A government opposed to employers and profits

pedro sanchez

Fernando González Urbaneja | This is nothing new. Placing successful entrepreneurs and corporate profits as targets of electoral political debate has been part of the agenda of more than a few political parties, especially the most extreme ones, both on the right and on the left. The novelty now in Spain is that the president of the government and of the socialist party is taking up this argument as one of the axes of his narrative. He did so when his colleagues dislodged him from the PSOE leadership and has continued to do so at the head of the government. None of the European heads of government with whom he rubs shoulders every week has included this position in theirhis discourse.

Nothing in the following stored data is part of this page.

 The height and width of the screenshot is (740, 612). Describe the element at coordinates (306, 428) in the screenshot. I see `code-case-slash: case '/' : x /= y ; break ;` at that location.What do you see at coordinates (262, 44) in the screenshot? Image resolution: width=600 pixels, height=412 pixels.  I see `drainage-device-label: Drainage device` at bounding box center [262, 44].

The comment that if the presidents of Spain’s leading companies were speaking out against his policies (which is not true) it is a sign that he is getting it right is, to say the least, bizarre. It may have been an excess of rallying, but he has reiterated it in one form or another and at different times enough to conclude that it is part of his core doctrine, so to speak.
One might think that this is mere rhetoric, words that are carried away by the wind; but there is enough data to conclude that the current government is the most hostile during the constitutional period to what we might call the “business community”.

There is no shortage of verbal and real interventionist biases (control of rents, prices, profits…) that recall the measures of the first Franco regime, the most autarkic and military.

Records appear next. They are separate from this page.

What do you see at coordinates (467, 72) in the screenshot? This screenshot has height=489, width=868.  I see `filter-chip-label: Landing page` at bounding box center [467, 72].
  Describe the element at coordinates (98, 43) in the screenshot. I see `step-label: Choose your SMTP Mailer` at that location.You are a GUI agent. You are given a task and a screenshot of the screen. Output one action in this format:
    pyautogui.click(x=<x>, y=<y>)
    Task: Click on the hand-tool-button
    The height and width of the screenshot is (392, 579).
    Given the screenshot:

In the government’s argument – more pronounced in Podemos and other partners, but very much indulged within leading socialism – there are two clichéd mantras: the distrust of big business and the rejection of profit.

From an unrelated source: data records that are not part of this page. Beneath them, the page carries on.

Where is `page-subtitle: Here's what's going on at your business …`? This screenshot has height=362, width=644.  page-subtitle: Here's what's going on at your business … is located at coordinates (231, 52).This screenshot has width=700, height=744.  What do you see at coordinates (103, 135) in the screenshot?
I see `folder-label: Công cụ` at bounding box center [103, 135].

That the Podemos camp should take on this discourse is to be expected; that the PSOE, which has governed for more than half of the democratic phase, does so seems more striking, more inconsistent. Perhaps it is not necessary to give it any greater importance: empty words, hotheaded electioneering, rally demagogy, but the facts show that they go beyond that and that they take form in a legislative framework that is increasingly hostile to businessmen and to the obtaining of profits.


Also striking is the impotence or resignation of the business community when it comes to defending its own position and to countering the inconsistency of its critics’ arguments. The casualness with which figures are handled without putting them in context is astonishing. Huge profits of large companies are criticised without taking into account the orders of magnitude and are discredited and condemned without considering the destination of these profits, or even their origin and how they were obtained.
Legitimate, justified, coherent profits that cease to be so in order to be judged as excessive, greedy, unsupportive because of a simple, ignorant prejudice. Perhaps this discourse will yield some electoral returns, but it is not certain. It is a discourse that is more passionate than reasonable, more misleading than accurate, more useless and retrograde than constructive and exciting. It may also serve to cover up other miseries.


About the Author

Fernando Gonzalez Urbaneja
Over 30 years working in economic journalism. Fernando was founder and chief-editor at El País, general editor at the business daily Cinco Días, and now teaches at Universidad Carlos III. He's been president of the Madrid Press Association and the Spanish Federation of Press Associations. He's also member of the Spanish press complaints commission.